I used to say the same thing...funny,. tho, I don't do much of anything anymore. The beach? Too crowded, too many illegals drinking beer and harrassing people, strollers everywhere, dirty baby diapers on the sidewalk, in the sand, wierd, creepy middle eastern guys staring outright at anything female...same for museums - too crowded, baby strollers everywhere (and god help you if you don't get out of the precious liberal babies way), illegals dumping their kids there for babysitting, they run wild and break anything not nailed down (or even nailed down)...don't go to the mountains, can't afford the rentals, the traffic up, or the lines on the slopes...can't go hiking, everywhere is innundated with SUVS all weekend, and even more strollers and liberals...and traffic...movies? Forget it. Rude kids, cell phones, attitude. I don't do anything in SF anymore because of the crime, traffic, homeless people peeing and defecting on the street, the liberals...

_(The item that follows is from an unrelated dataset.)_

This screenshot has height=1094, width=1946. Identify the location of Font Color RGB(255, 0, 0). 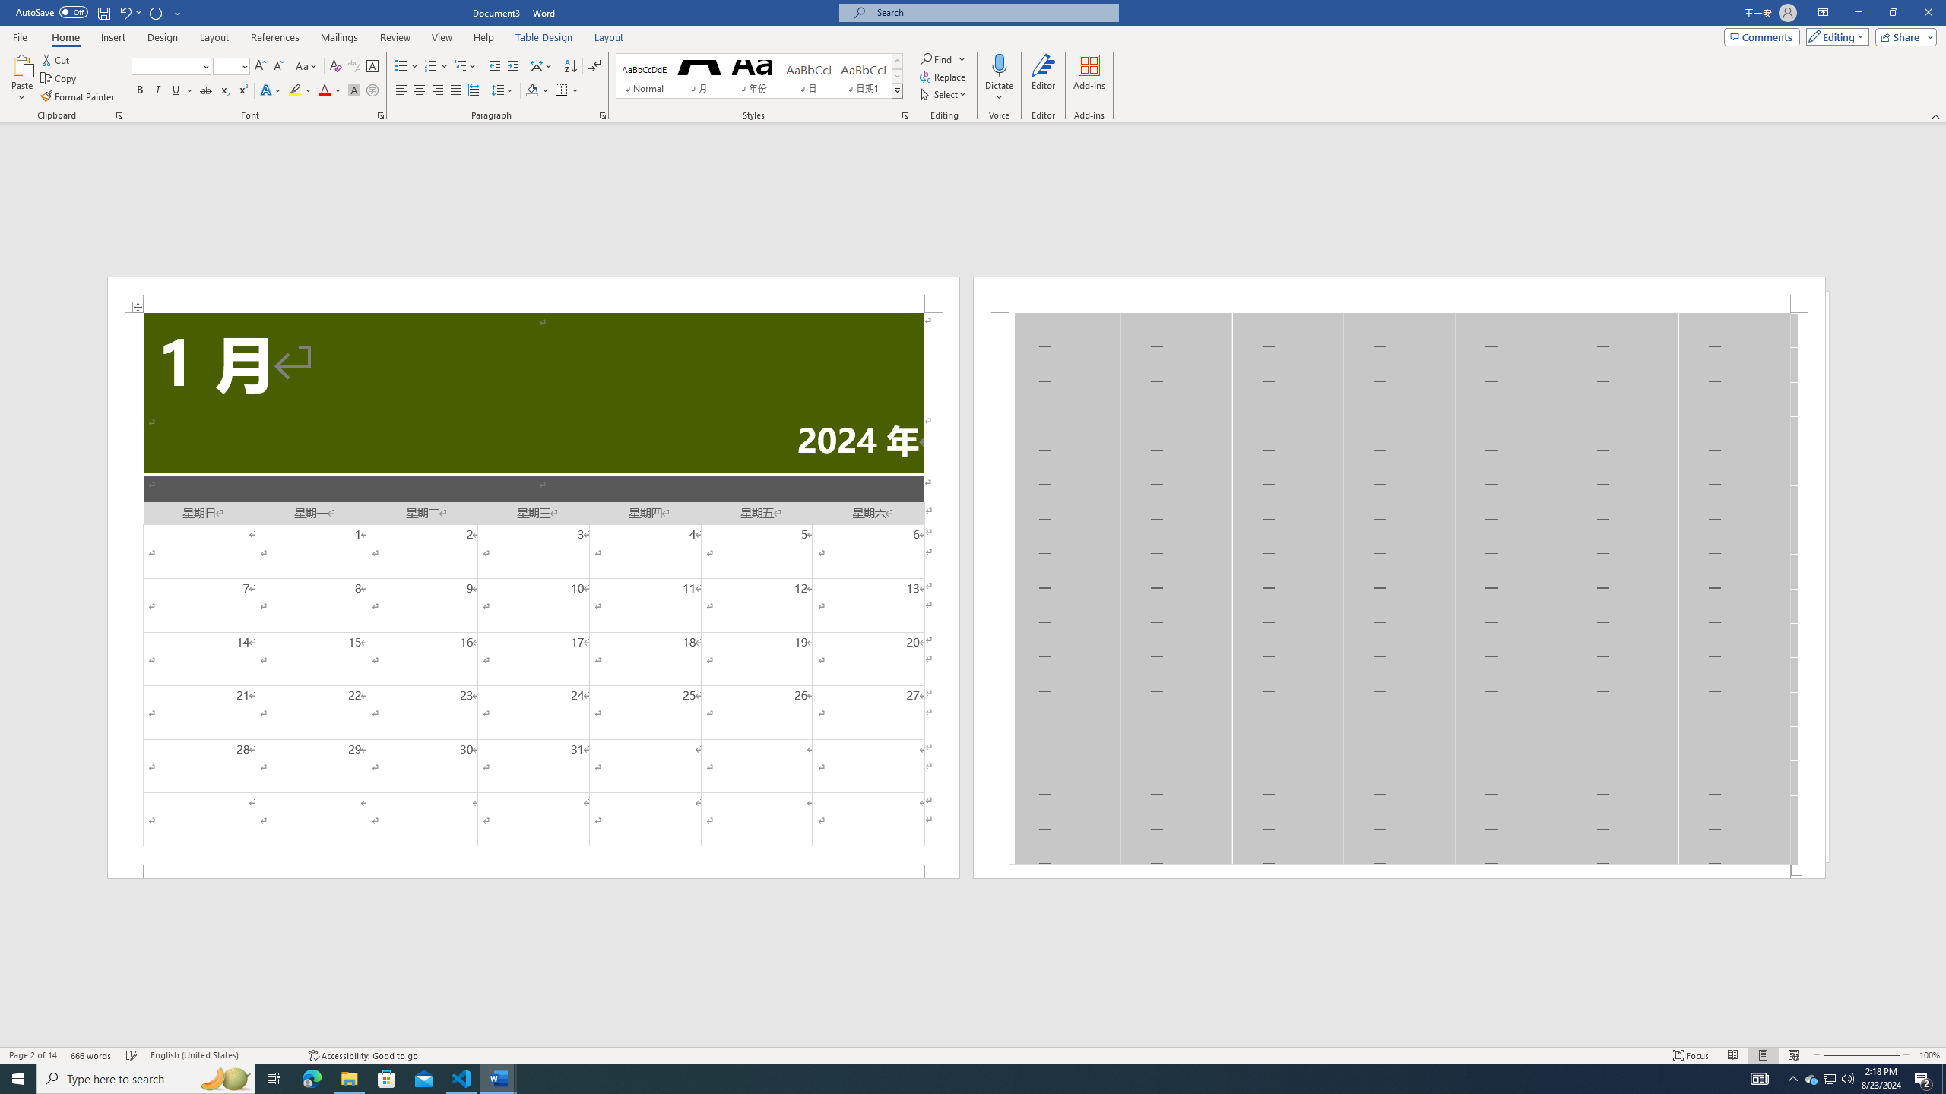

SF is losing it's beauty, with every over-priced "luxury" condo high rise that goes up. All of the character of SF was erased in the .com boom, and was finished up with the housing boom, and whatever culture is left hides from fear of being targeted by the SF City Council and their effete Mayor.
It's gone from thinking bout getting out, to figuring out when - my entire family left, most of my friends have moved away, and the majority of the people I run into daily are the kind of people everyone else moved to get away from. I had a discussion with a born and raised Californian recently, who's very liberal, and she said she hates what CA has become, and the liberals here now scare her, as she doesnt think they're liberal at all. She's happy now, several states away, but almost cried when she saw what her state had become in only a few years.
NY has an unfair reputation for being rude, but they can't hold a candle to "Californians". (I was raised in NY, I know better, New Yorkers are the friendliest people around, they just have little patience for the idiocy of Californians). I've lived in my apartment for a year and a half now, and the ONE neighbor I saw and greeted, grunted and glared at me, and slammed his door in my face.
California will become the ultimate liberal nirvanah - mile after mile of ghetto and bario, with walled and armed enclaves for rich liberals scattered here and there. We're almost there - but i won't be.
"Chinese and Filipinos in droves"
And that is bad why?
Hey, you're a Freeper, you're VERY welcome here in AZ.
I've worked with people who have moved from California out here to suburban Kansas City. They all think they've died and moved to real estate heaven. Four bedroom, three car garage, three and a half bath houses on quiet streets go for well under $275,000. Property taxes run about $2000. They can't believe it.
"Show me just what Mohammed brought that was new, and there you will find things only evil and inhuman, such as his command to spread by the sword the faith he preached." -Manuel II Paleologus
I have never had a bad experience at any of the beaches like you described, and always had fun in SF, but then I didn't live there. I didn't find most Californians to be rude, unless it was on the freeways. I agree about the liberals; I was way outnumbered as a conservative Republican, and took a lot of heck for my views. CA is the ultimate nanny state, IMO, and that, and the goofy libs, are the main reasons I left. I'm much happier here in the SE corner of WA state.
I can't say a thing about NYers, as I've never either visited or lived there.
yes, but what kind of jobs can they get? home prices in the NYC metro area are high - but so are salaries.